Common mistakes when creating CJM
- Mapping for the sake of mapping. A CJM should be a working tool: every identified pain point must become a task in the task tracker.
- Ignoring employees. Operators and managers know the real customer pain points — involve them.
- Creating one map for everyone. You need separate maps for key personas and segments.
- Overcomplicating the visual. A map must be clear and actionable.
- Not measuring impact. When you implement a change, set KPIs and track the results
Examples of Customer Journey Maps for different niches
Below are brief stories that demonstrate how a deep understanding of the customer journey helps brands become leaders in their fields.
Fintech: Monobank – Transformation of banking services
Monobank has become not just a mobile bank, but a beloved financial service for millions. The founding team, previously involved in large banking projects, decided to approach the product not as a «banking tool» but as a helpful everyday service. They studied user behavior in detail: what causes distrust, which steps slow down account opening, and which operations seem complicated.
Their approach is simple yet powerful: as many processes as possible are moved into the app, unnecessary steps are eliminated, communication is written in clear language, and the interface reflects real usage scenarios. Monobank demonstrates how focusing on customer convenience rather than internal procedures can turn a product into a lovemark – a brand that people don’t just choose, but use and recommend to others.
Retail: Aurora – Emotions, Experience, and a Playful Element
Aurora is not an ordinary store, but an experience people want to enjoy again and again. They understand that the customer journey begins long before the checkout: from the moment someone wonders, «what interesting things can I discover today?».
The brand’s philosophy is Win-Win-Win: a gain for the customer, the store, and the partners. Aurora has created a treasure hunt atmosphere where every visit provides an emotion, not just a purchase. The product layout is designed to encourage exploration, while unique return policies and transparent pricing remove doubts. This emotional customer journey makes the brand appealing not only for buying, but also for repeat visitsand recommendations.
Logistics: Nova Poshta – A Service That Became Part of Daily Life
Nova Poshta has become part of the everyday life of millions of Ukrainians, not just as a delivery service, but as a key element of the customer experience. For many, the customer journey doesn’t start with the product, but with how quickly and conveniently they can receive what they ordered.
The company invested in the fact that customer convenience depends on the speed, simplicity, and transparency of the process: an extensive branch network, clear tracking interfaces, convenient pickup and delivery options, well-designed notifications, and friendly support.

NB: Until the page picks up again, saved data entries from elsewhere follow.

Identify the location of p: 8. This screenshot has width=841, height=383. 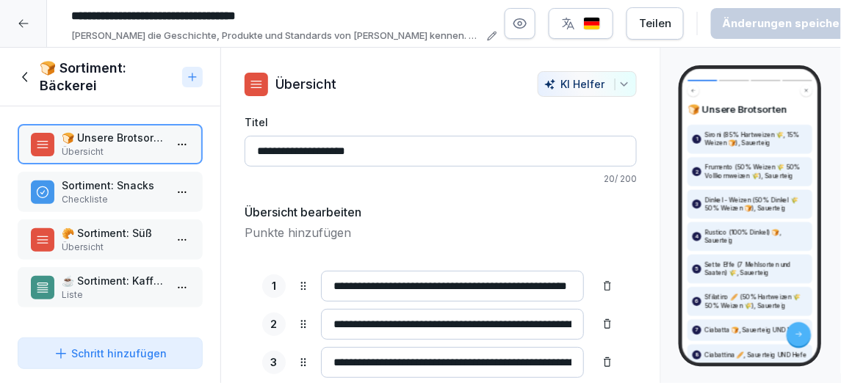
(697, 355).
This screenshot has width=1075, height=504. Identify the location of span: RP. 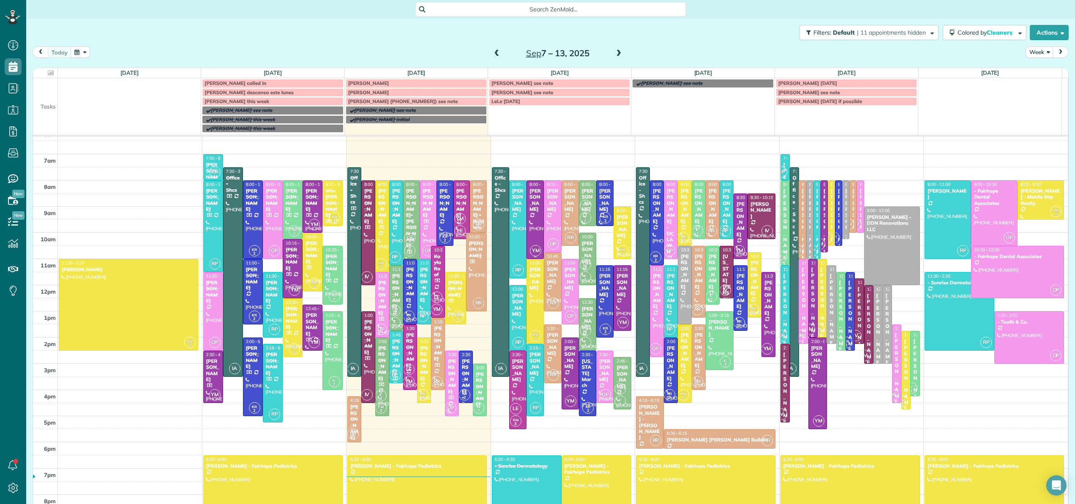
(963, 251).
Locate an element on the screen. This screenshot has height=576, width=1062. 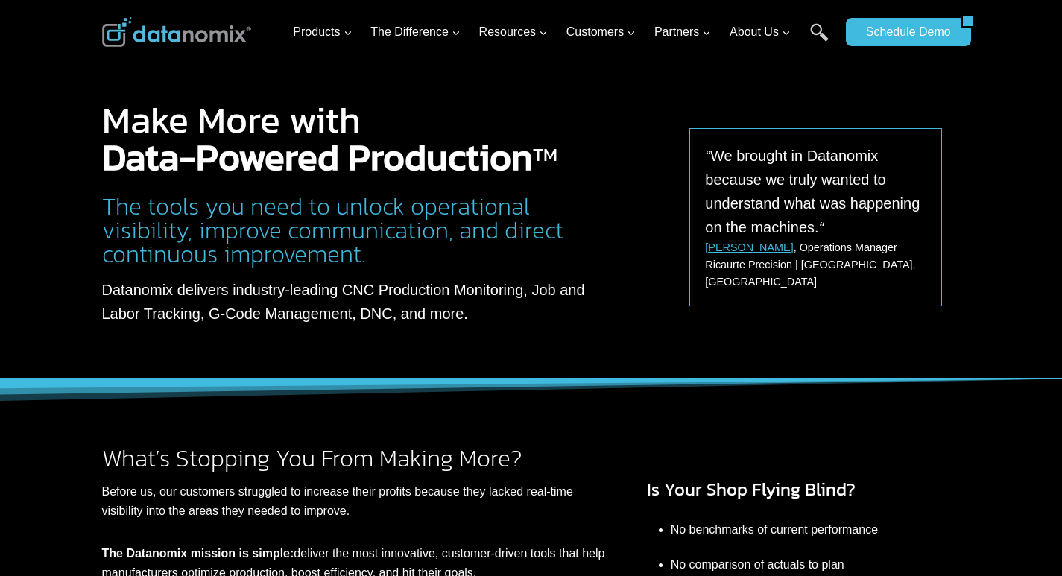
p: , Operations Manager is located at coordinates (801, 248).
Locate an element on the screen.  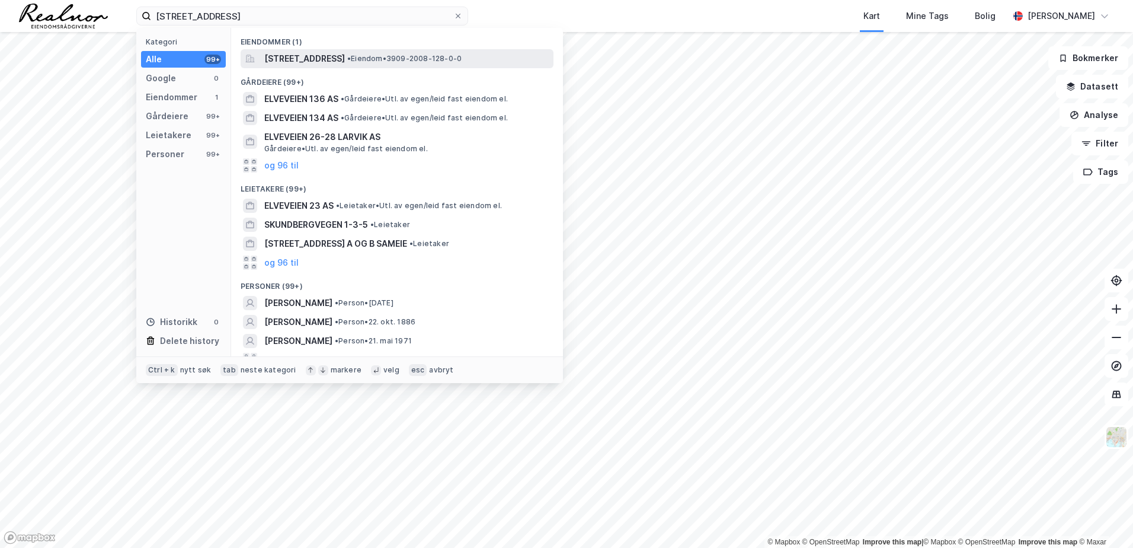
div: tab is located at coordinates (229, 370).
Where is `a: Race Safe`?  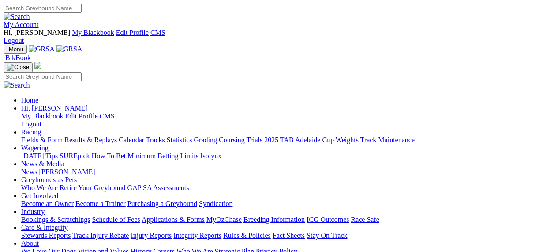 a: Race Safe is located at coordinates (365, 219).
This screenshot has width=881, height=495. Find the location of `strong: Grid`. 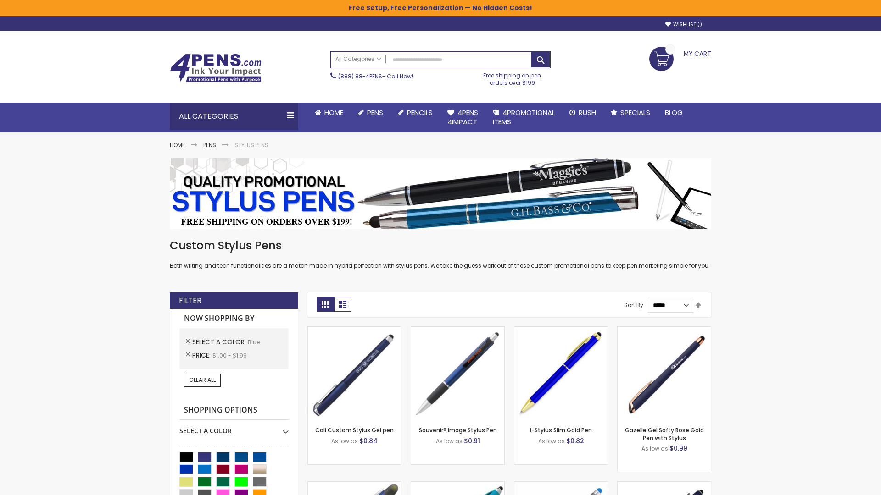

strong: Grid is located at coordinates (325, 305).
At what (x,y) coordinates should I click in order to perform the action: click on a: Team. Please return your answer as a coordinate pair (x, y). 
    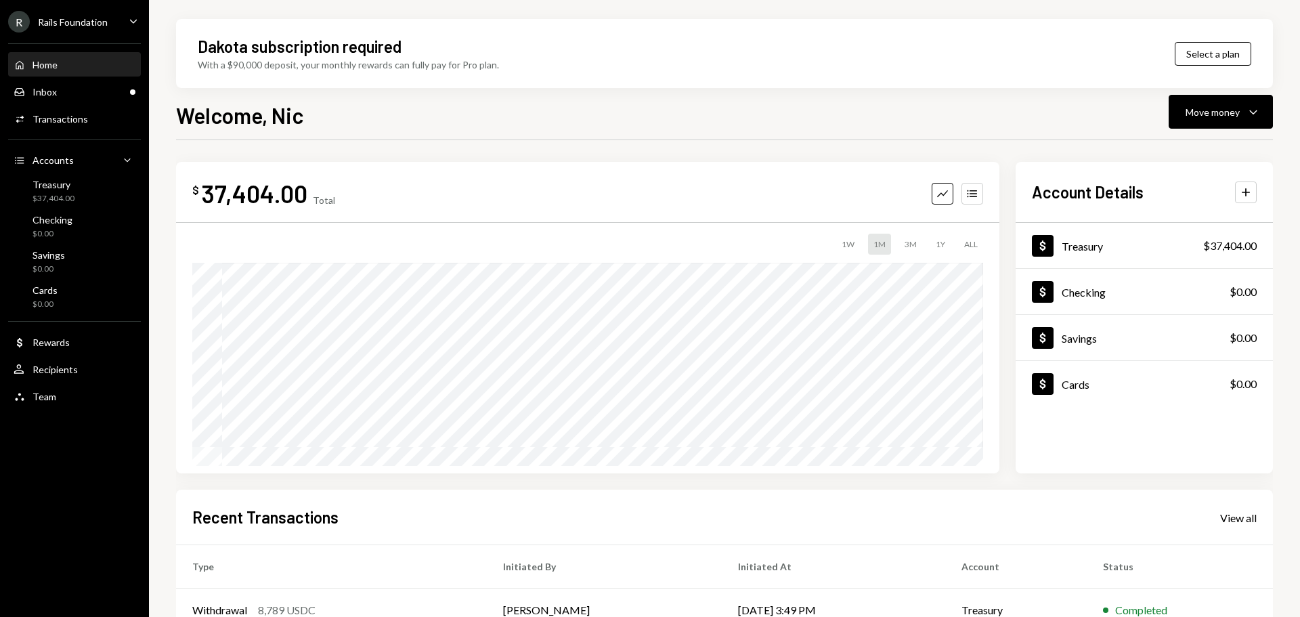
    Looking at the image, I should click on (75, 396).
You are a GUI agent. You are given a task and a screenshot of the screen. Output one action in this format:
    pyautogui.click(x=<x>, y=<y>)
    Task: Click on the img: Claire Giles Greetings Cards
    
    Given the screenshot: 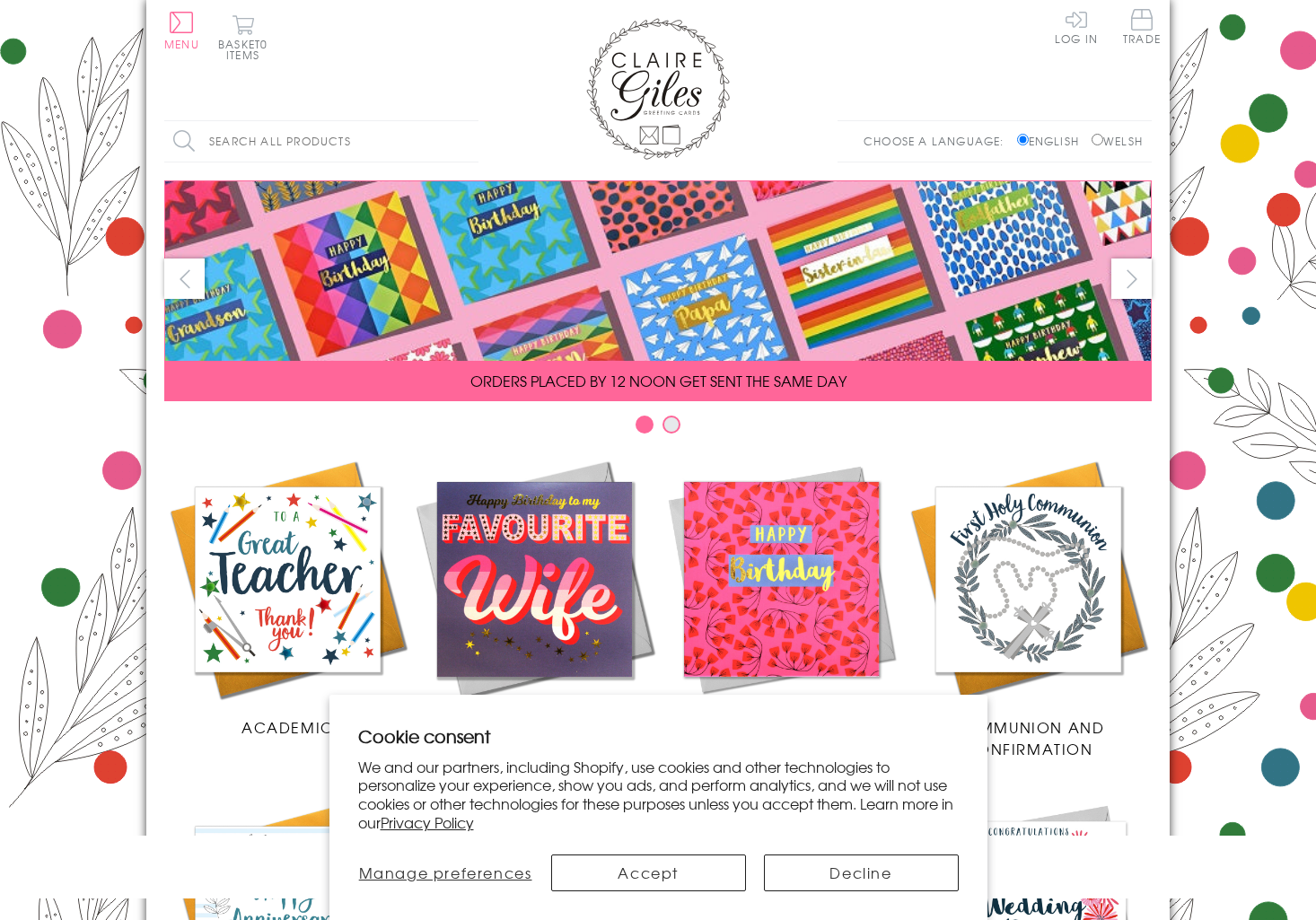 What is the action you would take?
    pyautogui.click(x=658, y=89)
    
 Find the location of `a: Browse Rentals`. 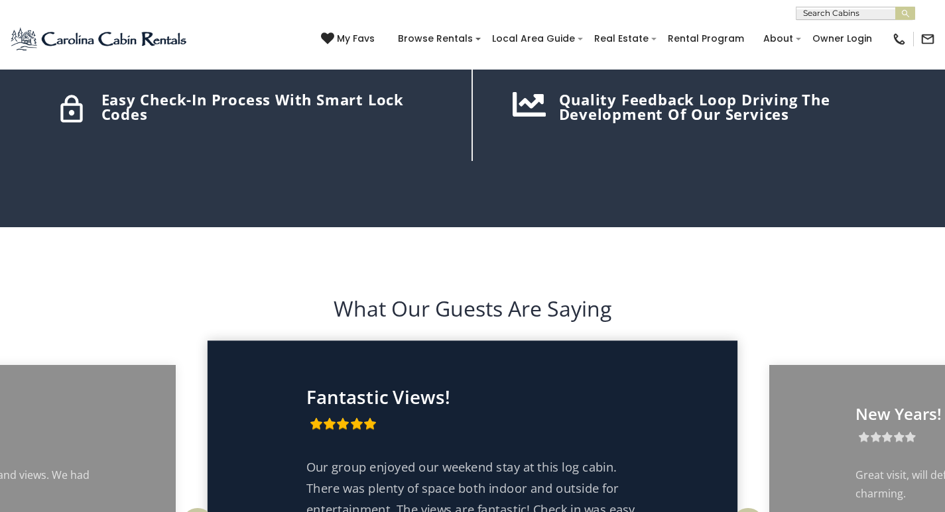

a: Browse Rentals is located at coordinates (435, 38).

This is a case where a business became a leader not because it «had to», but because it understood how people live and how much they value speed, reliability, and simplicity in every interaction.

Conclusion
A Customer Journey Map is not a silver bullet, but a tool that shows exactly where and why a customer loses interest. A correctly constructed CJM helps synchronize teams, improve products and services, and ultimately increase revenue. Start small: collect data, define a persona, visualize the journey, and turn identified problems into specific tasks.
Practical challenge: try going through your customer’s journey yourself: call the call center, ask an difficult question in the chat, try to process a return. You’ll be surprised at how many insights you uncover.
UniTalk: Manage communications. Drive results.
It is the entire path of a customer: from the first thought of «I need this» to purchase, use, and recommendation. It is the sum of all impressions from interacting with a brand.
To identify and remove barriers that prevent a purchase and to make the customer journey convenient – this directly increases conversion and loyalty.
At least once a year, as well as when launching new products, changing processes, or observing significant shifts in customer behavior.
Technically, yes, but such a map would be hypothetical. It’s better to rely on real data: calls, web analytics, surveys, and interviews.